Blackett suggested that, instead, the armour be placed in the areas which were completely untouched by damage in the bombers which returned. He reasoned that the survey was biased, since it only included aircraft that returned to Britain. The untouched areas of returning aircraft were probably vital areas, which, if hit, would result in the loss of the aircraft.

Comment author: TheOtherDave 30 March 2012 08:09:24PM 3 points [-]

This is kind of brilliant.

Comment author: khafra 02 April 2012 05:53:28PM 1 point [-]

Seems (at least in retrospect) that its obviousness would be proportional to the percentage of bombers that didn't make it back at all.

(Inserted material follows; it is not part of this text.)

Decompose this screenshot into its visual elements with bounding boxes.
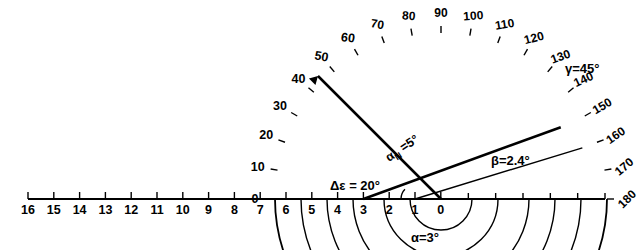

Comment author: TheOtherDave 02 April 2012 06:08:09PM 3 points [-]

In retrospect, sure. But regardless of how many bombers get shot down, it takes a certain clarity of mind to look at the survivors and realize that the damage they've received isn't necessarily representative of the damage the non-survivors received.

On consideration, I suspect the inverse error gets made quite a lot when analyzing failure modes in situations where failure renders an instance unavailable for further analysis.

Comment author: khafra 02 April 2012 07:14:47PM 0 points [-]

You're right, of course: I'd heard the story without working out the solution myself, and my mind leapt to the "obvious" solution.

I suspect the inverse error gets made quite a lot when analyzing failure modes in situations where failure renders an instance unavailable for further analysis.

s/inverse error/identical error? I'm having trouble imagining the inverse error, unless it's leaning too hard on boolean, non-probabilistic anthropic reasoning and ignoring real damage distributions.

Comment author: TheOtherDave 02 April 2012 07:20:55PM 0 points [-]

I meant the error that was (sloppily phrased) the inverse of "look at the survivors and realize that the damage they've received isn't necessarily representative of the damage the non-survivors received". So, yes, the identical error to the one we've been discussing all along.